I would like to know what tools your company uses to manage knowledge. It doesn't necessarily mean a tool like Confluence but maybe something more general purpose like Google Drive.<p>I am particularly interested in how you use it to create long lived documents (sprint meetings/coding documentation/meeting notes) and what use cases it is best suited for. We currently use Confluence but its design is clunky and slow. It is damn near painful to navigate and I dread when I have to use it to write documentation. It also doesn't seem suited to supporting code in the way that I would like (inline code is not natively supported) so it becomes less useful for creating a best practices guide for instance.
I think there are a MILLION of different things you can use for this type of information. I don't like Confluence much, but it does work.<p>Best app is probably an internal Wiki. Works extremely well, easy to setup, searchable, etc.. etc..<p>I think that was always my favorite. But don't store passwords here. Use a secure PW manager. Sometimes you can even link to it from the Wiki.<p>My issue has always been the bulletin-board type of things. "Client XYZ expressed concern about this. Let's make sure we're sensitive to this."<p>I've rarely seen companies even make an attempt at spreading this type of info, and the ones that have have not thought of a good solution. No, sending emails to the entire department is not a solution.
Confluence is good. I will say I hated it at first, but it’s
one of those kinds of software that you need to adapt to instead of the other way around.<p>It has a lot of good, the-way-it-should-be-done processes that if you force yourself to follow, can be very rewarding.<p>Some positives:<p>1. Great mobile app.<p>2. Lots of security. Audit trails, granular access to specific pages, 2FA.<p>3. Can sync users with Google Cloud Suite, nice to only have 1 set of users.<p>4. Very rich and detailed page design options.<p>5. Has other apps that bolt on. So much sensitive data can be stored in a wik, it’s nice to be able to securely share it into Jira (like Github) or Stride (like Slack).<p>6. Is only $10 for up to 10 users. Can also bring in on-premise (much more expensive though). This is good for HIPAA stuff.
I suspect the answer is a function of team size. For smaller companies, less formal solutions may be ok.<p>At my company we use:<p>- Salesforce<p>- wiki<p>- google groups<p>- github<p>- Trello
We use Confluence, but to get the most out of it, you need two things.<p>1) proper training for everyone that will use it.
2) processes regarding its use so your information is consistent.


■ **BRIEF**:
A single number is the answer: the count of lines below that contain "this".
START RECORDS SUPPLIED
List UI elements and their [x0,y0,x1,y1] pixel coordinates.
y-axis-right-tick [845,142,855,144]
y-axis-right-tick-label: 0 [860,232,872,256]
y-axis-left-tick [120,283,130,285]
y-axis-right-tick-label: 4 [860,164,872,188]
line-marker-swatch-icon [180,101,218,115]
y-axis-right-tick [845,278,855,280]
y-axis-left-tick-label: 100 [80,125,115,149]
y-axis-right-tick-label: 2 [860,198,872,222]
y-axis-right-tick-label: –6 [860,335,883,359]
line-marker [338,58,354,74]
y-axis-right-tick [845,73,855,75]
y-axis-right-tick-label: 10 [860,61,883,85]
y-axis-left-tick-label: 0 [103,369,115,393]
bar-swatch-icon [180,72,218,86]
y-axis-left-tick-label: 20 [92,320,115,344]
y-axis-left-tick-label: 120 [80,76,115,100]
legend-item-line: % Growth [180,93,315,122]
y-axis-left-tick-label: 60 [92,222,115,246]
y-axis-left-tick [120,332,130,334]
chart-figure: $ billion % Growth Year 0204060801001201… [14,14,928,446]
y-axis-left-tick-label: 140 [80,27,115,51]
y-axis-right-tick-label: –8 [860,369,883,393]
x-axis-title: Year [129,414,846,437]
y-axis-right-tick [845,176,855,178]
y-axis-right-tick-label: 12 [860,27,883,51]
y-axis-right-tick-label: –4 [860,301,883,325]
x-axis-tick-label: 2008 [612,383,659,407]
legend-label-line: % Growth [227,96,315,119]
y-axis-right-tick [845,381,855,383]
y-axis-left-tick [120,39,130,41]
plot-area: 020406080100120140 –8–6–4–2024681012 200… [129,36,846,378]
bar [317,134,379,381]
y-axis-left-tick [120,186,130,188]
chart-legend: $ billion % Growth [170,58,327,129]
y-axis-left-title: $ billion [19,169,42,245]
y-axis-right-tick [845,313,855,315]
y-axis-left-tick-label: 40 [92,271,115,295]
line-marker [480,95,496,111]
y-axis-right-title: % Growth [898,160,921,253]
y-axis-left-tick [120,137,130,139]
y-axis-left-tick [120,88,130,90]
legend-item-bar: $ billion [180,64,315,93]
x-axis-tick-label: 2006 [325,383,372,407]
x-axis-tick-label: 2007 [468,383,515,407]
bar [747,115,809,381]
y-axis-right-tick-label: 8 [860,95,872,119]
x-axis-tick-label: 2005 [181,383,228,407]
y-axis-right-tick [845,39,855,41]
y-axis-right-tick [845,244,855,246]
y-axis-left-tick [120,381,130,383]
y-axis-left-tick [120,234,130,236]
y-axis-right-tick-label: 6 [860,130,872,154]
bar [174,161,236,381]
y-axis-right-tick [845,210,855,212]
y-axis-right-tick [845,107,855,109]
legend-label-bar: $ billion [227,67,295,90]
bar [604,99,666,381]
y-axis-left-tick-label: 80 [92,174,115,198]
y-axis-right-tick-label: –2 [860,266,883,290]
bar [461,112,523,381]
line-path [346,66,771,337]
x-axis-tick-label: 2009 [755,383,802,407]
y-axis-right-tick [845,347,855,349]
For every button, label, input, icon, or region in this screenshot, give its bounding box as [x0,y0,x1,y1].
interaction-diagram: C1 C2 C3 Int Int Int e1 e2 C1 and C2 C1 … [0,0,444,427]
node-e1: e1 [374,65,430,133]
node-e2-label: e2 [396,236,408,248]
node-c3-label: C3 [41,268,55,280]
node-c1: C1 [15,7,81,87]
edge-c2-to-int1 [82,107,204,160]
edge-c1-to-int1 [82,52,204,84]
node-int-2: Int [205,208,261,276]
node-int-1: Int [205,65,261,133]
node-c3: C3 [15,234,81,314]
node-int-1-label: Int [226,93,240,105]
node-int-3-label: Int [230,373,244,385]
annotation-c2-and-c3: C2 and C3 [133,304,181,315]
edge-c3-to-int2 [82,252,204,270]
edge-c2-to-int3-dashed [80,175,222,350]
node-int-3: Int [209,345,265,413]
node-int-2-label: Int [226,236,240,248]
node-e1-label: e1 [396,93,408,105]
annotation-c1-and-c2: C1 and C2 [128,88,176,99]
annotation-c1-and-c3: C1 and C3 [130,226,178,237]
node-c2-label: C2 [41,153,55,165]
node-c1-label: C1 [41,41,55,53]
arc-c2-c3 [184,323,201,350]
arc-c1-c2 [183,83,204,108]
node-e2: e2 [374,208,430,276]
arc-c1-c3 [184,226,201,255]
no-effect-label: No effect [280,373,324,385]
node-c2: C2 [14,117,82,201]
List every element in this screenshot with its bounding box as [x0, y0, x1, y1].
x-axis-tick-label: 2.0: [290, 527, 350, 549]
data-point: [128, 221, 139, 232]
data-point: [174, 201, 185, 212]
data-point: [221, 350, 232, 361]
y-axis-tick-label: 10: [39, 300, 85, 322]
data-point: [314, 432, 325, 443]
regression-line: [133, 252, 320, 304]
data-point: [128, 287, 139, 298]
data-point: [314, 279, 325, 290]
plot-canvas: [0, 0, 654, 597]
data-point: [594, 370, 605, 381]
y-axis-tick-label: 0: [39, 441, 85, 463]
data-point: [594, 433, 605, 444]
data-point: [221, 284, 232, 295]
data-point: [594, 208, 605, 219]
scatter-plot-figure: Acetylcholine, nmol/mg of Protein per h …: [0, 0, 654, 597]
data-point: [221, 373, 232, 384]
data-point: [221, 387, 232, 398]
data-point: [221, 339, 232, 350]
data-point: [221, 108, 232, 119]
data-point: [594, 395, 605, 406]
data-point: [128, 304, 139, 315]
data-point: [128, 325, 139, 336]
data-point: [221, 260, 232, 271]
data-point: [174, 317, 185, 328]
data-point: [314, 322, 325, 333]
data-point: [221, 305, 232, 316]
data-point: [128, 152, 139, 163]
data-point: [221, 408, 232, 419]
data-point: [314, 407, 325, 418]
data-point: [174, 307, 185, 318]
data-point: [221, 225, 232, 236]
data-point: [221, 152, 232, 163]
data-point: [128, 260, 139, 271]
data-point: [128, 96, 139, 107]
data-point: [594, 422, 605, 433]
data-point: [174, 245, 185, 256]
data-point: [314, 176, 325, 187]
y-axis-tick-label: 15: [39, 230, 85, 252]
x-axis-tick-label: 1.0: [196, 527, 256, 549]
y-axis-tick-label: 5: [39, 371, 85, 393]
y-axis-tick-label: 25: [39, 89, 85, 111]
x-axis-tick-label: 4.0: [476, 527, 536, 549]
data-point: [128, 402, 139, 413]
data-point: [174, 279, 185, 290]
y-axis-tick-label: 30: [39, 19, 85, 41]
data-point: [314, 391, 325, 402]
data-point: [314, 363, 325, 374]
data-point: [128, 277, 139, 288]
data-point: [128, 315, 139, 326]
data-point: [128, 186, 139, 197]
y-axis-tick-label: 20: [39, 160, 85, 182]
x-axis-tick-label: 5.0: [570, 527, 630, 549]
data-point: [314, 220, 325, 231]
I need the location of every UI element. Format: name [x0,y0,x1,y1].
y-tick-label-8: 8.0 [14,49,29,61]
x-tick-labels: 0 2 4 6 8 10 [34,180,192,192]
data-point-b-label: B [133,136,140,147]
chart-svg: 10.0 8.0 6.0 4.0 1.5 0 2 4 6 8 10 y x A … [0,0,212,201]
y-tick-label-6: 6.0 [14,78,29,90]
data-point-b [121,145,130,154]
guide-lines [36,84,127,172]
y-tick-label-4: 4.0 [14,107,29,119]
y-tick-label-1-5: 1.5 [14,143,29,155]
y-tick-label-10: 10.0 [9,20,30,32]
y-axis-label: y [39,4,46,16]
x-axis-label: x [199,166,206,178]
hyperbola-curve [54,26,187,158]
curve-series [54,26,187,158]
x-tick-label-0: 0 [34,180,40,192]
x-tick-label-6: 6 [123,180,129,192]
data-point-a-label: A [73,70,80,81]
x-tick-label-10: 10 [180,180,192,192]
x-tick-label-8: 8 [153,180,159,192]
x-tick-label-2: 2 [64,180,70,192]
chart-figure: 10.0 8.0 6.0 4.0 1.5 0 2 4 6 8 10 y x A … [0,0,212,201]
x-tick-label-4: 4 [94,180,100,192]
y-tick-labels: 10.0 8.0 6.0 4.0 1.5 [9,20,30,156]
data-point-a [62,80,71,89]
END RECORDS SUPPLIED
■ **ANSWER**:
2